The Other Guys mixes humor with real outrage

By
The-Other-Guys Trust Mark Wahlberg and Will Ferrell with America’s fiscal decisions? Maybe you should.
By Aaron Mesh

One of the funnier scenes in Michael Moore’s last intentionally funny polemic, Bowling for Columbine, imagined NYPD officers chasing down shirtless Wall Street criminals for a show called Corporate Cops. Will Ferrell’s new movie The Other Guys is essentially an expansion of this skit except, you know, it’s a Will Ferrell movie.

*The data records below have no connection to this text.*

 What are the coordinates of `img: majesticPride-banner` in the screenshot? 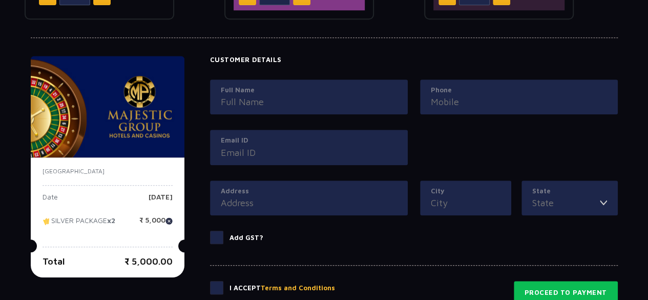 It's located at (108, 107).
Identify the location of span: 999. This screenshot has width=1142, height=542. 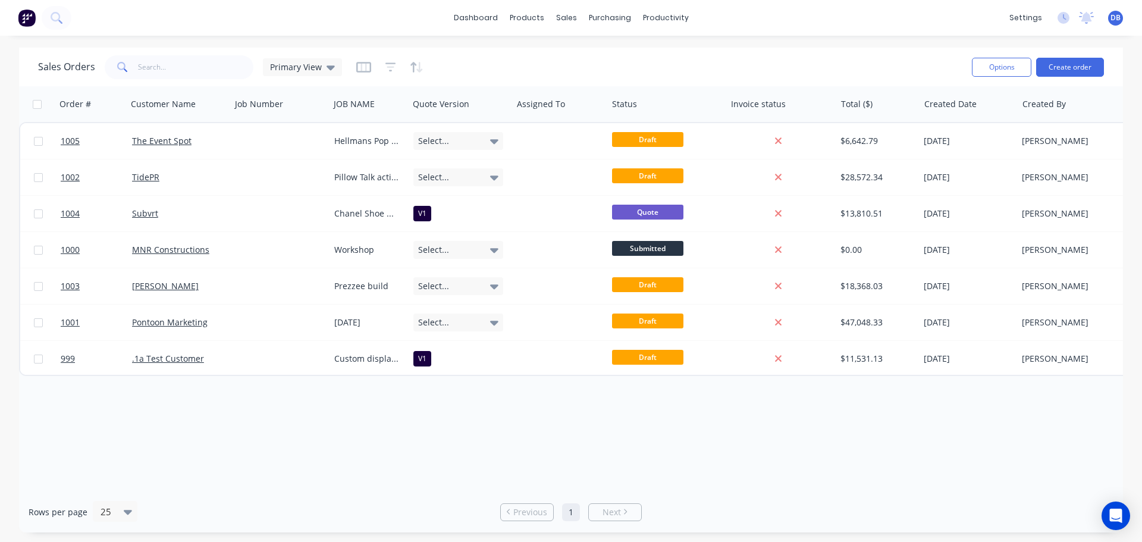
(68, 359).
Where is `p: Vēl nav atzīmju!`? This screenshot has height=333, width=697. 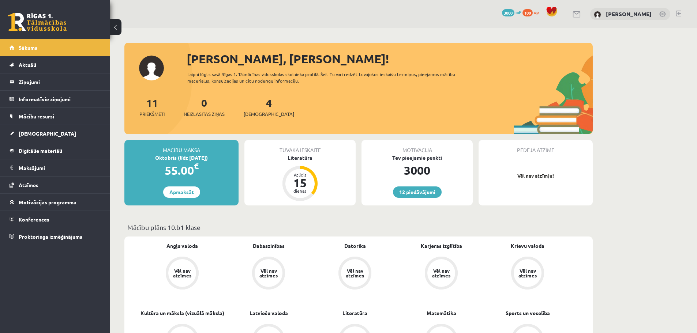 p: Vēl nav atzīmju! is located at coordinates (536, 176).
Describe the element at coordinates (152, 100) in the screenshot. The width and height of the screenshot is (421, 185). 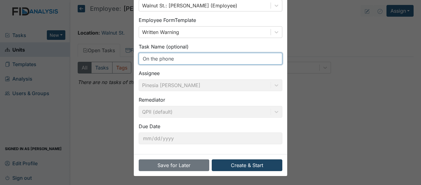
I see `label: Remediator` at that location.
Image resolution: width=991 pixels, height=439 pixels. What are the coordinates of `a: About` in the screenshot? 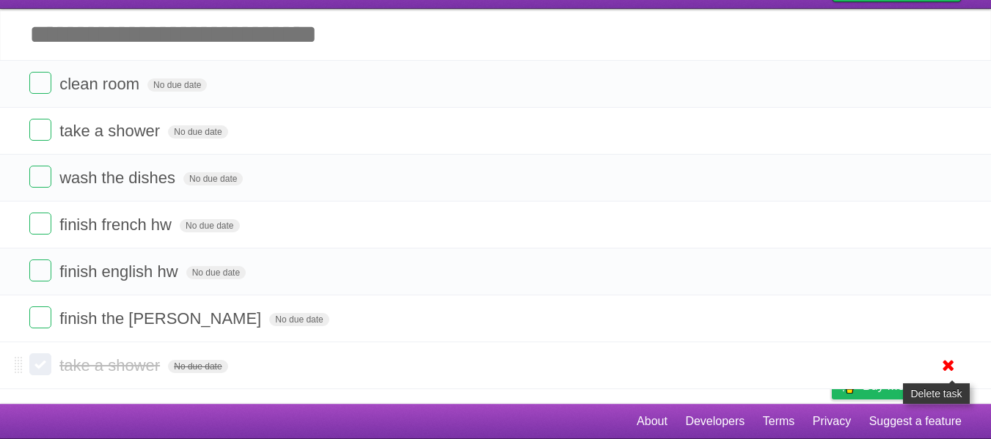 It's located at (652, 422).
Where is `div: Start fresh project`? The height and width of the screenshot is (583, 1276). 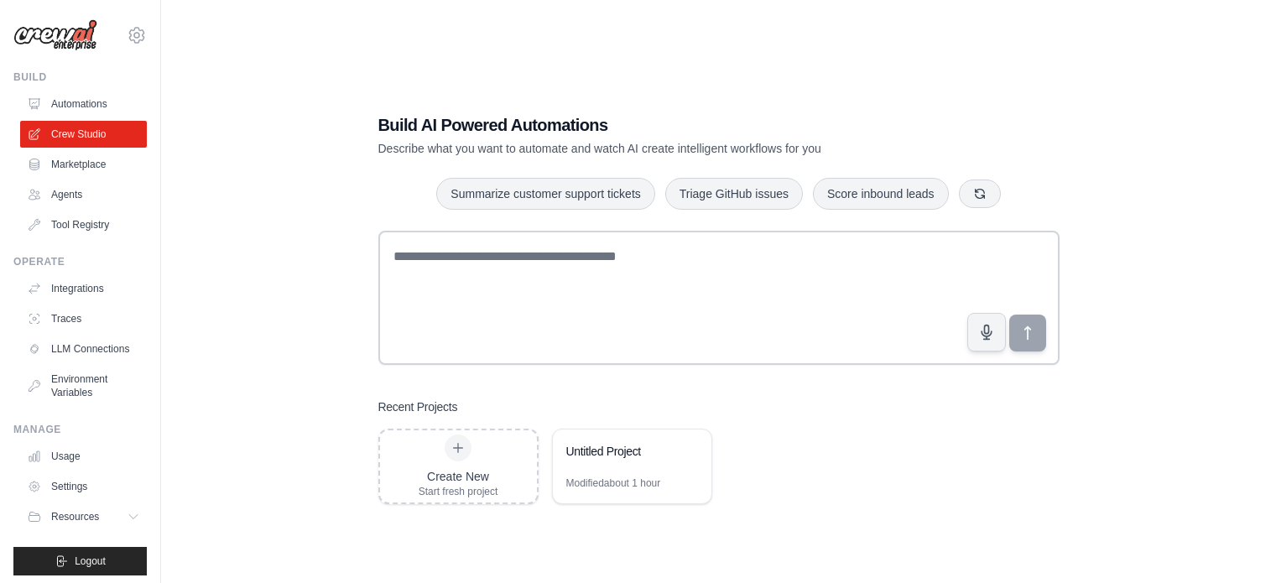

The comedy’s anti-financial-speculation thread emerges gradually—Ferrell has an inspired deadpan bit where he tells a Federal Reserve Board regulator that his agency has been on top of things with a few exceptions, and then proceeds to count off every one of those exceptions—but only bursts into full blossom with the closing credits, a handsomely animated Harper’s Index of post-bailout outrages. There’s something almost brave about these charts—sure, audiences are sub-primed to be angry at the fat cats, but this may be the first time multiplex audiences have been confronted with arguments for corporate and banking regulations. The Other Guys’ buffoonery contains a kernel of authentic outrage.

If the closing charts don’t quite emerge seamlessly from the movie that came before, well, nothing in Adam McKay’s movies emerges seamlessly. In his projects with Ferrell (Anchorman, Step Brothers), the director has honed a comedy of the non sequitur: Most of his jokes take an abrupt turn, and the best ones come unmoored from any context at all, flying away like a parasailor who let go of the tow rope.

The Other Guys doesn’t have an especially promising premise—two scorned desk jockeys (Ferrell and Mark Wahlberg) languish in the shadow of celebrity detectives (Samuel L Jackson and Dwayne “The Rock” Johnson)—but it shows just how laxly committed it is to that concept almost immediately, when Jackson and Johnson make a hilariously abrupt departure from the movie. Only in retrospect does that spectacular exit look an awful lot like the insane hubris of Bear Stearns, right before its securities hit the pavement.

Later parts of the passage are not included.